New GRI standards: a step forward for sustainability reporting
Sustainability reporting is a non-financial reporting process in which a company explains its preventative strategies to mitigate mid-to-long-term risks and provides transparency on its environmental, economical, and socio-ethical actions.
A sustainability report discusses how the business will meet the expectations of its internal and external stakeholders.
Businesses address sustainability issues in their product portfolios, business strategies, and targets to lower or eliminate the negative effects and environmental footprints of their products and business activities for their external stakeholders. Through this reporting procedure, an organisation may move toward a prosperous and sustainable future.
A sustainability report is a document that details the economic, environmental, and social effects of a business or organisation's regular operations. The organisation's principles and governance structure are also presented in the report. It also shows how the organisation's strategy and commitment to a sustainable global economy are related.
Revamped Global Reporting Initiative (GRI) standards are intended to enable better and more reliable sustainability reporting. GRI is the most widely accepted technique for creating sustainability reports and these new standards will be effective from January 2023 for all organisations.
The most important issues dealing with the new standards are how human rights are included, how materiality is recognised, and deepening regulatory duties.
The major objectives of the revisions include implanting compulsory human rights-related disclosures, simplifying approaches for using GRI standards, demonstrating compliance, improving the usability f the GRI standards, encouraging more relevant and comprehensive reporting, providing better clarity on GRI key concepts, reporting principles, driving consistent application, and integrating reporting process with all due diligence.
The Global Reporting Initiative (GRI) has published its first industry-specific standard for the oil and gas sector. In the future, the GRI intends to create roughly 40 sector standards. The following industries will be given priority: forestry, banking, insurance, asset management, utilities, textiles, and clothing.
The new standards, in the view of the experts, are simpler to comprehend and give enterprises that now report in accordance with GRI criteria better instructions.
Some companies are giving top priority during the preparation of sustainability reports by practising these new standards through comprehensive gap analysis.
These new standards are to be practised with all due diligence after the collection of all relevant information as per revised mandatory disclosure requirements.
Given the importance, in the G20 Summit, held on November 15-16 at Bali in the Leaders' declaration, it has been mentioned, "We look forward to the finalisation of standards by the International Sustainability Standards Board in support of globally consistent, comparable and reliable climate-related financial disclosures, and its work beyond climate, and we welcome the efforts to achieve interoperability across disclosure frameworks."
Therefore, a thorough and structured set of sustainability-related reporting standards will support any organisation's progress in preventing a climate catastrophe and addressing other social and political issues, which will help it achieve the agenda of the Sustainable Development Goals.
The author is a banker and the first certified sustainability reporting assurer in Bangladesh.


> Brief: Leave out the pictures and repeat the entries below verbatim.

> Extracted records:
========================
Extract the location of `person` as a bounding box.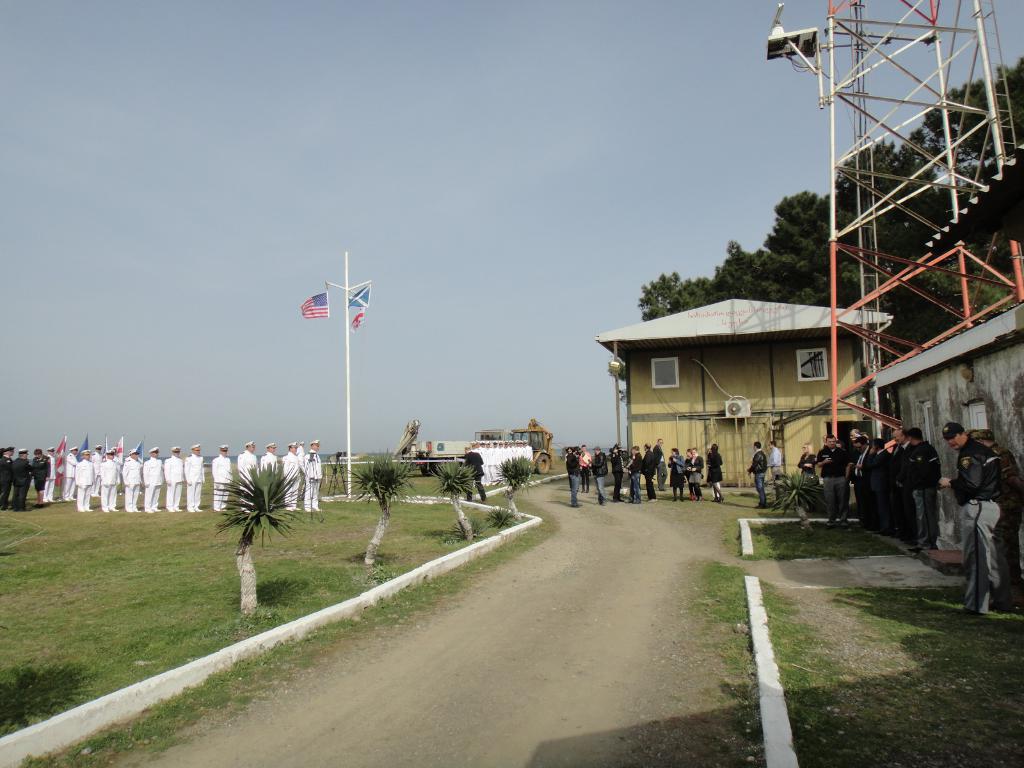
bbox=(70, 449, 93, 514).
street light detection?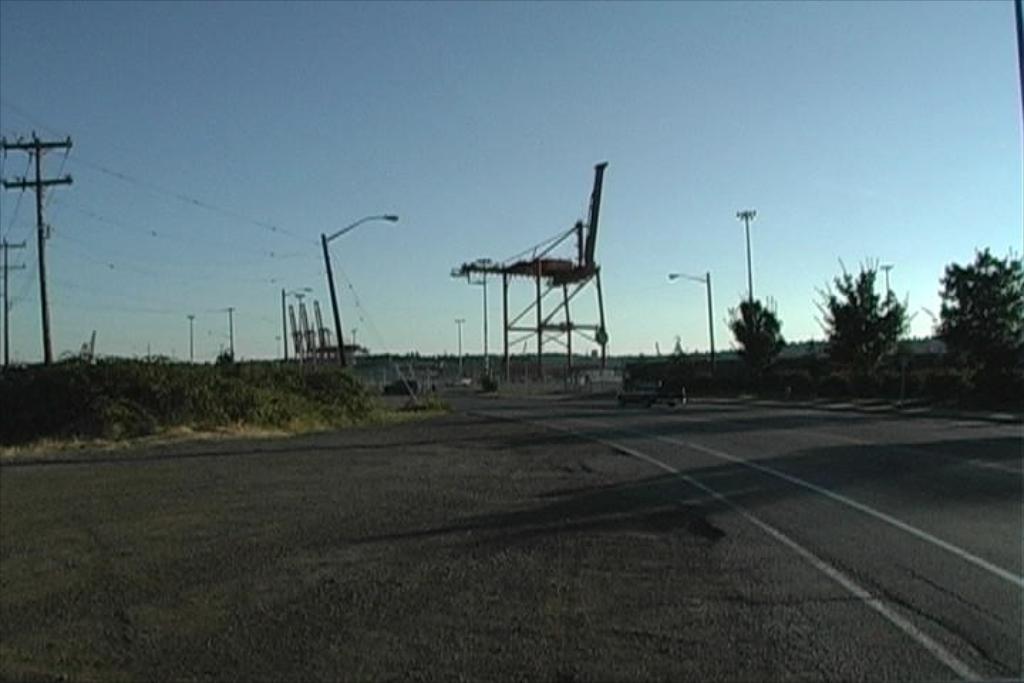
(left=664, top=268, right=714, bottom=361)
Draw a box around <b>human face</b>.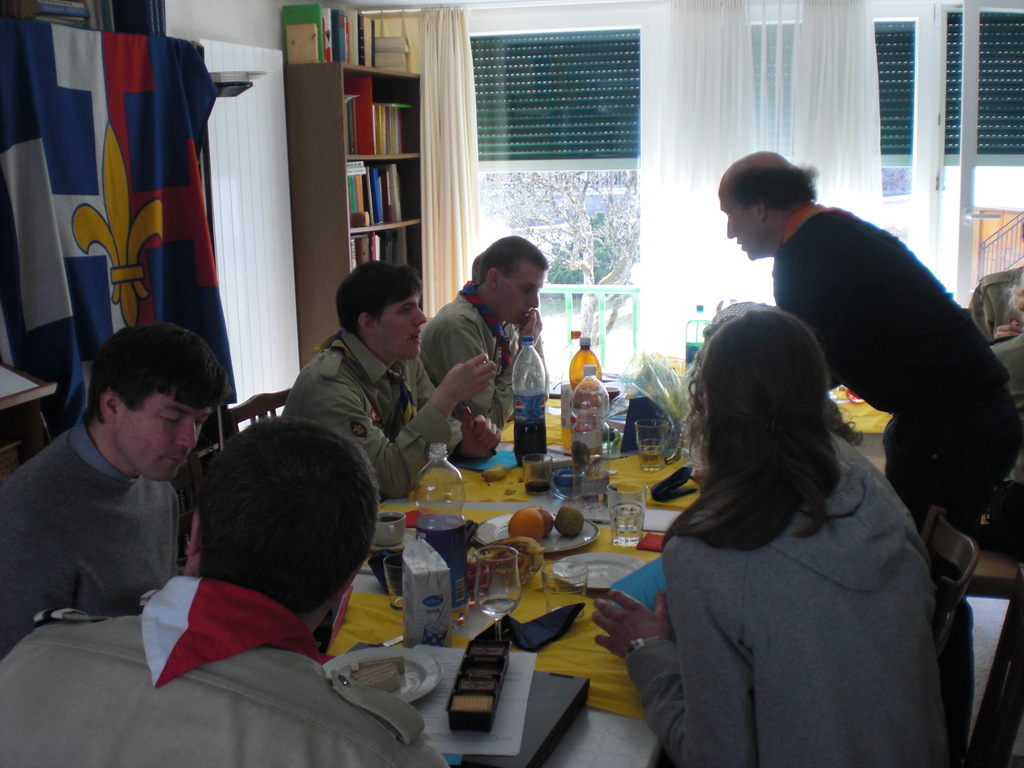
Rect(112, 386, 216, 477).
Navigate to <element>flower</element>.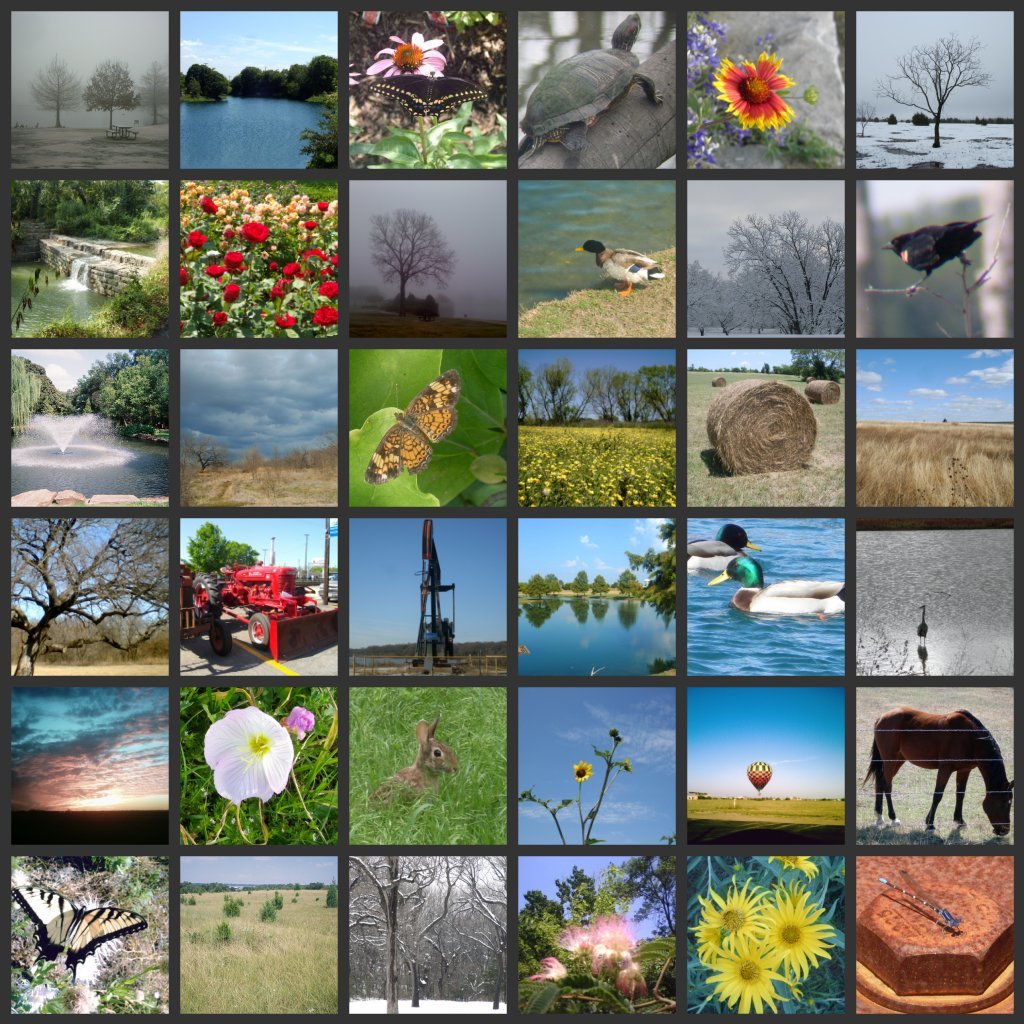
========================
> Answer to this exercise:
Extract the location of `person` as a bounding box.
bbox=(70, 449, 93, 514).
street light detection?
(left=664, top=268, right=714, bottom=361)
Draw a box around <b>human face</b>.
Rect(112, 386, 216, 477).
Navigate to <element>flower</element>.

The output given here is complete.